Everyone knows that Captchas are annoying, but according to a team of Stanford University researchers, they don’t even work. In a test of major websites like Visa’s Authorize.net, Blizzard, eBay, and Wikipedia, the team managed to get past various Captcha security systems using a basic decoding technique from the field of machine vision.
Machine vision was developed mostly as a way to control robots, by allowing them to detect various shapes and remove visual noise from their surrounding environment. However, these same techniques have now been used in the creation of Decaptcha, a tool which was able to decode 66 percent of Captchas from Visa’s Authorize.net and 70 percent from Blizzard.

According to the team, any result above 1 percent means that systems are not working and should be pulled down. While the results of these tests varied widely, Google’s Captchas proved to be the most secure. The researchers had a zero percent success rate when trying to decode the Google Captchas, including one system called ReCaptcha developed by Carnegie Mellon University and purchased by Google.
However, in an interview with Cnet, a representative for Blizzard said that Captchas are not used to secure systems, and are mostly in place to cut down on spam and other minor annoyances.
Shon Damron from Blizzard said “It’s common knowledge that Captchas are fundamentally unable to fully guarantee application security, but they do protect against certain threats. While we use Captchas as an initial layer of security, primarily to minimize spam with regard to new account creation, they represent one of many different security technologies that we employ to protect our infrastructure and customers.”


Work required
Read the records below. Copy each line where the string "from" occurs.

Collection entries:
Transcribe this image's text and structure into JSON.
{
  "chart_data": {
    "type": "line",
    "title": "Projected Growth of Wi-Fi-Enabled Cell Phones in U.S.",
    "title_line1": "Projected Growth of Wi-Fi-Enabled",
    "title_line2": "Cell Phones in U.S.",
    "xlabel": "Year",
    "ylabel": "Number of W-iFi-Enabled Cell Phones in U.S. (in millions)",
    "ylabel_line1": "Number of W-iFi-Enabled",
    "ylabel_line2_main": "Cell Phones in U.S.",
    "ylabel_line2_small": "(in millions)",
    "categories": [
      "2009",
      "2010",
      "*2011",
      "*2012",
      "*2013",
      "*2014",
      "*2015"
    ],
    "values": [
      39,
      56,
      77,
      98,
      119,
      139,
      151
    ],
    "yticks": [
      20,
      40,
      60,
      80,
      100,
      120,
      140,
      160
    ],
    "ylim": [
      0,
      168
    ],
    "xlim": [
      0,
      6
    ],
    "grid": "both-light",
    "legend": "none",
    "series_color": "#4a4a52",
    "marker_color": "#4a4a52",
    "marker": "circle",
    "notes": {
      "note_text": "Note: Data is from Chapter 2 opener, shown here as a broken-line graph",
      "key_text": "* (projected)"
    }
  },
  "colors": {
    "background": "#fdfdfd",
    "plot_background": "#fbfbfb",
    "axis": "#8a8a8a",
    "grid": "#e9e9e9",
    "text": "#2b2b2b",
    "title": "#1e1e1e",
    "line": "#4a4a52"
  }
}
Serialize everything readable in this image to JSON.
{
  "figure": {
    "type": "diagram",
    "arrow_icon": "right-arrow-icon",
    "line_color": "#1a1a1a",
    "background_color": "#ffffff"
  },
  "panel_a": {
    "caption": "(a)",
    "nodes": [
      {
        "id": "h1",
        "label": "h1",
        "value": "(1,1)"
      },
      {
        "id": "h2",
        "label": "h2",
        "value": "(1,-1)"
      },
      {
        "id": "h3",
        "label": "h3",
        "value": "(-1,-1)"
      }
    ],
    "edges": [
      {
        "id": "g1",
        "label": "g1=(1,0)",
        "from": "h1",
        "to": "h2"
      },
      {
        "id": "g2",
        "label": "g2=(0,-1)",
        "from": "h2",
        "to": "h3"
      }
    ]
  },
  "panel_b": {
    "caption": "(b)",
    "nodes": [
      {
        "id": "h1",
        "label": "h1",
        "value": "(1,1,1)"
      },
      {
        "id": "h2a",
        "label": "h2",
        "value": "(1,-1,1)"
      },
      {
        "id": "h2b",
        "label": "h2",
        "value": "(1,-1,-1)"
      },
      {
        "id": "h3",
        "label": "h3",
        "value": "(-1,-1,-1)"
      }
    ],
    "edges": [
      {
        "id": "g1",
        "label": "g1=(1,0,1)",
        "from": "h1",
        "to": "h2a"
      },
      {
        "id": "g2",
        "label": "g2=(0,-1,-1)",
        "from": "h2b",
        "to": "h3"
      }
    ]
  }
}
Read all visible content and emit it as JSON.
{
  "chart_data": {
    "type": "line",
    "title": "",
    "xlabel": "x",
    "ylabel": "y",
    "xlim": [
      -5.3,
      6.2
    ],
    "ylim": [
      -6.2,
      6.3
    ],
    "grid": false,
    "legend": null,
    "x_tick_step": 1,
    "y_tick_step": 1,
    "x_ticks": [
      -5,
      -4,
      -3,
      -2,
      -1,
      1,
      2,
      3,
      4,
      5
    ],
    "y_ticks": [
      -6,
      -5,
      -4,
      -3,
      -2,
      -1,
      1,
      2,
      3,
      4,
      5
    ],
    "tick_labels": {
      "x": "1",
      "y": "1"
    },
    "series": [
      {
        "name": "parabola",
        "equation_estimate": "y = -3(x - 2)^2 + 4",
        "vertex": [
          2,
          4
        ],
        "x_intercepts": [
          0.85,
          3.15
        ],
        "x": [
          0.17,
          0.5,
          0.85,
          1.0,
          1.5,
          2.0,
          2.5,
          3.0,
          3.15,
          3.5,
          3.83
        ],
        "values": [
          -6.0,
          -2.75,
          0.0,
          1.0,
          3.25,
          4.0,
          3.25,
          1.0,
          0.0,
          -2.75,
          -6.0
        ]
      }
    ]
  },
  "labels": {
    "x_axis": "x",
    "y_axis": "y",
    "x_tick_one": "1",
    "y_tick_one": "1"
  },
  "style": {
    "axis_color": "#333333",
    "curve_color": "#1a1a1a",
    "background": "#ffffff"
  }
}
==
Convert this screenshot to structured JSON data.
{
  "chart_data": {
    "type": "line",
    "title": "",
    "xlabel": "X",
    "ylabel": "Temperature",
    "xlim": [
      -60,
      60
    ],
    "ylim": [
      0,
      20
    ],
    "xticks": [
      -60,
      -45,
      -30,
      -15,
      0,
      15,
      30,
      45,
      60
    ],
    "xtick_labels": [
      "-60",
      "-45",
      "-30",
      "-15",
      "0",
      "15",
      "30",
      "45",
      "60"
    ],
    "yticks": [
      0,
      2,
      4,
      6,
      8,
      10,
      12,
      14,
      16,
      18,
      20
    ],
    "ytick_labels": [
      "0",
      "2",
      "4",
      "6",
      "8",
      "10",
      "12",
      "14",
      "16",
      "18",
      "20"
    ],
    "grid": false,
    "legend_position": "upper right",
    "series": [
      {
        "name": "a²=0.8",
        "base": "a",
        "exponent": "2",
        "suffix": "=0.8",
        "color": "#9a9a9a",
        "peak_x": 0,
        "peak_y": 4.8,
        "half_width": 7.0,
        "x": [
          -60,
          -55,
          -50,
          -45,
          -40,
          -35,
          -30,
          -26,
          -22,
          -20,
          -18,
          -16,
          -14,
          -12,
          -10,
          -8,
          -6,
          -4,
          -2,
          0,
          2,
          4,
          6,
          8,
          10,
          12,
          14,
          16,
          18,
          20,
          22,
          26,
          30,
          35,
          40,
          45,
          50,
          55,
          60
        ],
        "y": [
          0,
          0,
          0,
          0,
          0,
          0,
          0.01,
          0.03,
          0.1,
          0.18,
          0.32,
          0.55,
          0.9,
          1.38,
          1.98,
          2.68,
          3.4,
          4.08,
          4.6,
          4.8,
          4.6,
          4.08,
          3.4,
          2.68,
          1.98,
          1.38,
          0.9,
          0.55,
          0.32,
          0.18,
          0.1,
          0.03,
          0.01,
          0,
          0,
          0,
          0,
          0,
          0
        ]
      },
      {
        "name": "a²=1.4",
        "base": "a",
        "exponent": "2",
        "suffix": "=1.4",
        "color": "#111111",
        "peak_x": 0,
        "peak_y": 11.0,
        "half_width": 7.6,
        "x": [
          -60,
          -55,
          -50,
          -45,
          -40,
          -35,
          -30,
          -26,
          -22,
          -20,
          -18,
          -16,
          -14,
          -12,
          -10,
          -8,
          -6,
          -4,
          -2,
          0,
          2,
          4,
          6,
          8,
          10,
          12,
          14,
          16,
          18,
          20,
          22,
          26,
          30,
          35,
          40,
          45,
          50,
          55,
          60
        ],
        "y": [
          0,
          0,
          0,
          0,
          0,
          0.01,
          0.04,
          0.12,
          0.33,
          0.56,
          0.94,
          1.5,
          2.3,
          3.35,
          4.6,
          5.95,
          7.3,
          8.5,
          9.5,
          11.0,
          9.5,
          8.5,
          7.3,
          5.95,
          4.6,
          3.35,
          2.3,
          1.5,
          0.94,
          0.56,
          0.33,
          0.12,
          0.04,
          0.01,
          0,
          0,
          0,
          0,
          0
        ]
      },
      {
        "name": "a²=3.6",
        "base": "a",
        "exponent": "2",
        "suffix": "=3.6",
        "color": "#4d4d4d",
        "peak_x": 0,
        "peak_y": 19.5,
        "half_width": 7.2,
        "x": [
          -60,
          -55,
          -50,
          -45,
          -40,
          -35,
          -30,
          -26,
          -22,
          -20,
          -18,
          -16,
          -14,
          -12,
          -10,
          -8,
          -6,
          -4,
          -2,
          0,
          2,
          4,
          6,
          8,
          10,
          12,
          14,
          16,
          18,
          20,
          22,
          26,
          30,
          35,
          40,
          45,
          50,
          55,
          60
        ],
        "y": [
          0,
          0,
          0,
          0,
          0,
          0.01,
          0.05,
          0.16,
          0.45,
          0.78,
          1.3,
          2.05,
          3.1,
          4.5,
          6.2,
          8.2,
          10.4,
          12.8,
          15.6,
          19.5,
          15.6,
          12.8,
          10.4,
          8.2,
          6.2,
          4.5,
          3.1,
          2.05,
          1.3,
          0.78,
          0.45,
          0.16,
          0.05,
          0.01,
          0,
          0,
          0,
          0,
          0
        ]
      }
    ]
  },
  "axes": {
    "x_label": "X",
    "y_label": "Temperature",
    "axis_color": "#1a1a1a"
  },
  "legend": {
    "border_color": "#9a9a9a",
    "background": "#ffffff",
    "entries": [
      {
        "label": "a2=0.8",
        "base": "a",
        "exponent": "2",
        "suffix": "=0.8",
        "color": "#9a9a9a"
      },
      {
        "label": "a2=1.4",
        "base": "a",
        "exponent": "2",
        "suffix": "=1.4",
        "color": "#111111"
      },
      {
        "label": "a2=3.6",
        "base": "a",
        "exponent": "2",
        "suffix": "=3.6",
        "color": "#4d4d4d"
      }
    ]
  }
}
--
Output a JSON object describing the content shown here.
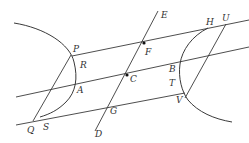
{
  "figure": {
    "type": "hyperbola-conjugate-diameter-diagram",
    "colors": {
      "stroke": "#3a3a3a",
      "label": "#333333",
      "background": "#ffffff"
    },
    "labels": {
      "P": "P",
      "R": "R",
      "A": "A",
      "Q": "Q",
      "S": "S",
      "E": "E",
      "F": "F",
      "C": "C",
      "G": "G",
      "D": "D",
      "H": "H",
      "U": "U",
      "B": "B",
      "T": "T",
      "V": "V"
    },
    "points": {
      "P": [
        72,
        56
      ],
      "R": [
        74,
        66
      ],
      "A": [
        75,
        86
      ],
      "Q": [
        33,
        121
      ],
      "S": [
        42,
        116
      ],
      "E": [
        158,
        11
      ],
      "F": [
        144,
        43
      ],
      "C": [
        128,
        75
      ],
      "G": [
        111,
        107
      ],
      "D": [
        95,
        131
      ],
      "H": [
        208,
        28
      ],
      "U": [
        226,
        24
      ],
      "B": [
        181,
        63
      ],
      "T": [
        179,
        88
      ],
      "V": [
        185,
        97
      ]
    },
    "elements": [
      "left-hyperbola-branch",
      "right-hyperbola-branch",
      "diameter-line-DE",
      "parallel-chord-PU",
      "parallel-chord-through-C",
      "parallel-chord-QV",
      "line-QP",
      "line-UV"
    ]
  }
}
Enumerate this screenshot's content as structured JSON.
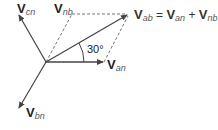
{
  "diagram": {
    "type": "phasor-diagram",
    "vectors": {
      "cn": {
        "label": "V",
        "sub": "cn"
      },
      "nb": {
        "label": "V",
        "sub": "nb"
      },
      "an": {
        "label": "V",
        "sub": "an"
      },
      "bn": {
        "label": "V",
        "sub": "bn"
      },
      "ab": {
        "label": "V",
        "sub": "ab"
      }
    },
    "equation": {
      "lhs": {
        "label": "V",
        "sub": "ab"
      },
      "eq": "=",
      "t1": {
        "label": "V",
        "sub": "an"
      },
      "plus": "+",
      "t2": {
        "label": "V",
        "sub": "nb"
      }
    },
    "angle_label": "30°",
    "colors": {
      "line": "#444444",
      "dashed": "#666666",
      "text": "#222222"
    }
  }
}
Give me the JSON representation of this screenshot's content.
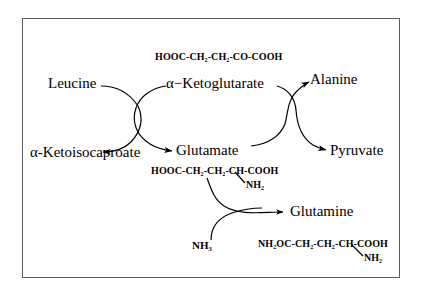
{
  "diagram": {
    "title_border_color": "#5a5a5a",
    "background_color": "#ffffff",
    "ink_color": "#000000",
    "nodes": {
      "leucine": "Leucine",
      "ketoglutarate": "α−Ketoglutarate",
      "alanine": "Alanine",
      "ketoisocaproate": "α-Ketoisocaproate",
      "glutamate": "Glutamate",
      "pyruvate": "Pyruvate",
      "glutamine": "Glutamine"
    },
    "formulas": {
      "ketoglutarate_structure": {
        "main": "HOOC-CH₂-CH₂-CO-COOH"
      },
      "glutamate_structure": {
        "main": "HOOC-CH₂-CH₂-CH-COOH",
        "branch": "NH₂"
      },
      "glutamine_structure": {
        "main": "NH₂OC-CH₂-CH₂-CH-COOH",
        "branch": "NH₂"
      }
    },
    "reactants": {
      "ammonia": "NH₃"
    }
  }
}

Task result
      "note_text": "Note: Data is from Chapter 2 opener, shown here as a broken-line graph",
        "from": "h1",
        "from": "h2",
        "from": "h1",
        "from": "h2b",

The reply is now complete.